While the two rulings only concern individual complaints, they could have broader implications for enforcement of the DSA and GDPR against X. The former is only just getting underway, as we saw today, as X was hit in the first stage of its preliminary breach investigation. But privacy campaigners have been warning for years that GDPR is not being properly enforced on major platforms. And the strategic role that core data protections should play in driving platform accountability is still far weaker than it could or should be.
“Filing the claim was a last-ditch effort to clarify and remove my unfair shadowban,” Mekić told TechCrunch. “And of course, I hope Twitter improves its compliance with its legal transparency obligations and low-threshold contact requirements.”
“The European Commission seems very busy with the DSA investigation. So far, with regard to Twitter, the Commission seems to be focusing mainly on more stringent content censorship. My appeal to the Commission is to also keep in mind the other side: platforms should not be excessive in their opaque content censorship practices,” he also told us.
“I think there's a simpler solution: curbing the algorithms of social media like Twitter, which are designed to maximize engagement and revenue, and revert to the chronological timelines of the heyday of Twitter and other social media platforms.”
While X is designated a Very Large Online Platform (VLOP), meaning the EU itself has a key role to play in enforcing the DSA’s rules, the responsibility for enforcing broader general rules falls to Ireland’s media regulator, Coimisiún na Meán, which is a supervisory authority at the EU member state level.
Enforcement of the EU's flagship data protection regime on Twitter/X is usually handled by another Irish authority, the Data Protection Commission (DPC), which is often criticized for being slow to investigate complaints about Big Tech.
When asked for information on the various long-standing GDPR complaint procedures for X, a DPC spokesperson said they were unable to provide a response by the time of publication.
It is clearly not optimal for individuals to file small claims lawsuits against large platforms to enforce EU-wide law.

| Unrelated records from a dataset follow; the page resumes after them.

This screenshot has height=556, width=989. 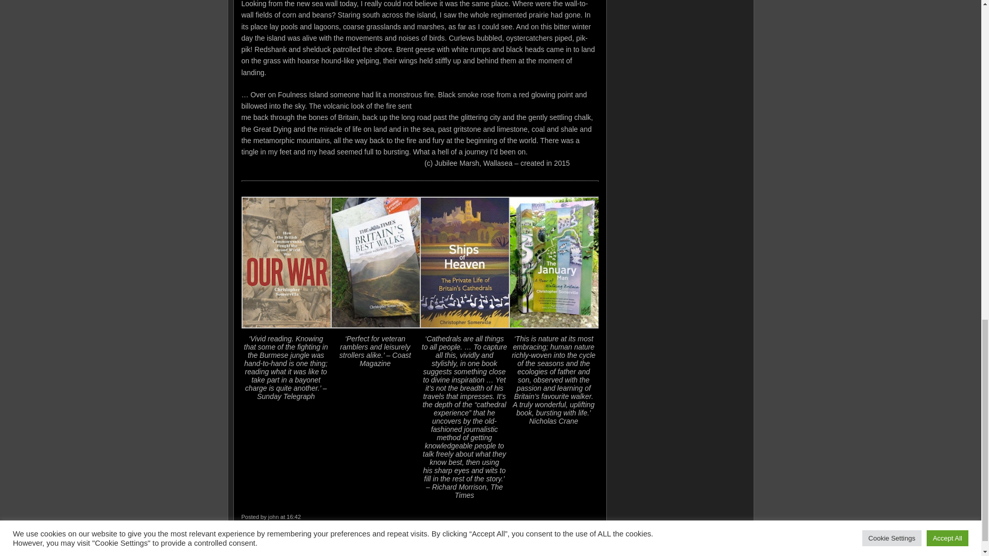 What do you see at coordinates (269, 547) in the screenshot?
I see `Christopher Somerville` at bounding box center [269, 547].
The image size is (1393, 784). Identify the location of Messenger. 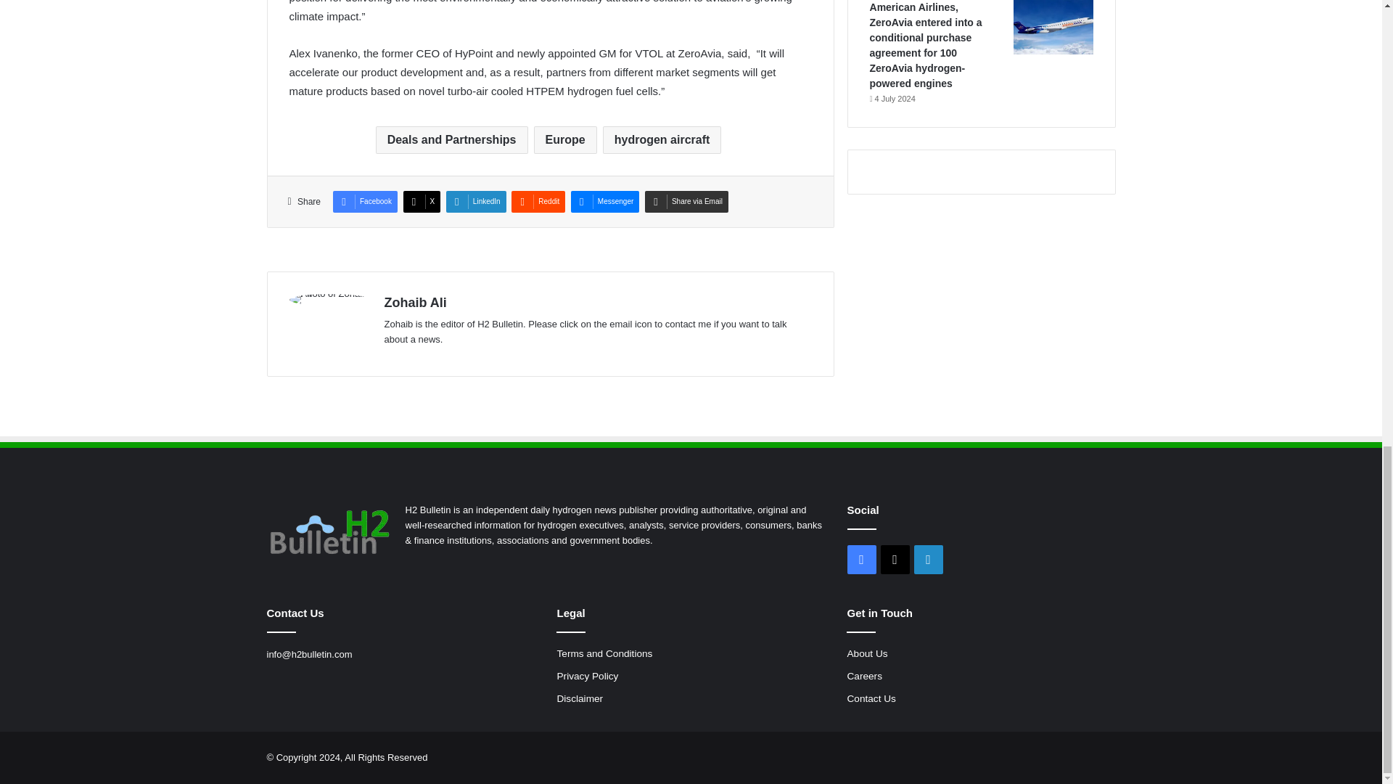
(605, 202).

There needs to be a holistic regulatory oversight system to ensure compliance.
“I would also like to add that I have experienced how much time and effort it takes to fight a case in court,” Mekić said. “Even though theoretically you could do it without a lawyer, you could spend almost a year doing it, while the other side can outsource it to a group of lawyers with an almost unlimited budget and just ignore them in the meantime. In fact, I have never directly contacted anyone on Twitter. They only communicate with me through their lawyers.”
When asked whether the outcome of the two incidents would be enough to end X’s arbitrary shadow bans for all EU users, Mekić said that his success alone would not be enough. That would require regulatory enforcement.
“I hope so, but I don’t think so,” he said. “There’s very little focus on the commercial motivation behind shadowbans. If a user breaks the rules, we can temporarily ban their account. That’s transparent. But it also removes that user’s ad revenue from the platform. Shadowbans are a solution to that. Users don’t know anything and they continue to engage with the platform and generate ad revenue.”
“It would be brave for social media platforms to stop shadow banning and only impose restrictions that are transparent and appealable to users, but doing so would likely result in a loss of revenue. We hope Twitter will set a good example for other platforms and be transparent with users about account restrictions as required by the DSA. This will require platforms to put their commercial intent second,” Mekić said.
“It’s surprising that the commission has not uncovered anything about the massive shadowbanning practice that is happening every day, on a massive scale, and is easier to prove than what we’re focusing on now,” he added.
X was asked to respond to the verdict.